It’s de rigueur to blame the teachers’ unions for the constipation gumming up the works of school reform. Andrew Rotherham of Eduwonk says in US News and World Report that“special interest groups” are, indeed, largely responsible for the plodding pace of progress, though lack of civil right law and toothy-policy is also a factor. Proponents of No Child Left Behind had assumed that schools would improve once all the data was out there on failing schools, but “seven years later the political resistance to education reform is as potent as ever and former Bush aides now acknowledge placing too much faith in the power of information.”
Rotherham continues,
Still, parents and students lose in the policy battles more often than they win because that information alone does not force change on powerful stakeholders or the formidable array of special-interest groups resisting reforms with costs for the groups they represent. In that way, education reform is an old story in a representative democracy like ours: The unorganized general interest is often trumped by organized special interests.

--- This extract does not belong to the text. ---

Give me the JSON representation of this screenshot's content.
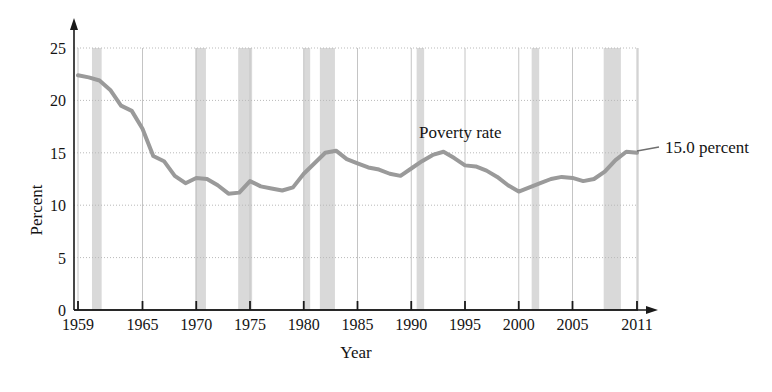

So, the problem’s not a lack of market forces driving competition through charters and vouchers. The problem’s not a lack of information (though, as he points out, it’s easier for parents to get documentation on new appliances than schools). Until we wrest away the power from special interest groups and hand it over to unorganized general interest groups (parents, students), school reform will remain a flaccid enterprise.
In New Jersey, though, it’s not fair to blame it all on NJEA. Justice demands that we also place culpability on the fumbling D.O.E., on our mechanisms for school funding, on our home rule-driven inefficiencies and inequities. There’s plenty of candidates, which makes school reform in Jersey that much more intractable.